11.   The State has established, nominally, a system of civil legal aid. In practice that delivers, very slowly, legal services only to indigent family law litigants. Nobody knows this better than you; your livelihood, as a lawyer, has been derived from family law litigation representing persons who do not qualify for legal aid.

12.   Who, then are the beneficiaries of your Bill’s provisions relating to legal costs? The litigants who lose are the beneficiaries.

13.   Who are the litigants who lose? Ironically, lay litigants are, generally, losers, but the big losers are the companies in Ireland’s insurance industry, and, on occasion, the State. These are the most litigious parties in Ireland’s court system. It is inevitable, particularly in the case of the insurance companies, that they will lose. They are contractually obliged to indemnify their customers when claims are made against the customers. They, generally, cannot decline indemnity just because the customers’ actions are or were egregious and inflicted loss, injury and damage on innocent plaintiffs.

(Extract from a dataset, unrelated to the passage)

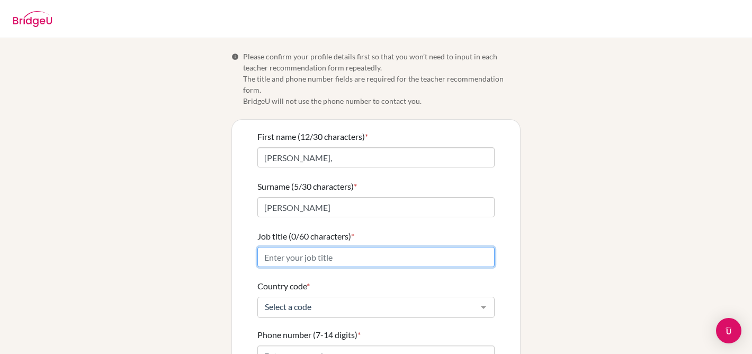  I want to click on label: Job title (0/60 characters), so click(306, 236).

14.   So, they should settle those claims. But they do not. At least, they do not settle enough of them. There are reasons for this, but this is not the moment to canvass those, disparate, reasons.

15.   There is one reason worth mentioning; sometimes the insurance company or even its insured, calculate that the victim plaintiff is vulnerable to pressure. The available pressure to apply is the stress generated by litigation. Litigation and its oppressive costs are weapons in the contest between plaintiffs and defendants.

16.   Your Bill is a contribution to that contest. You have weighed in on the side of the defendants and, consequently, will drive more injured  victims beyond the “margin”.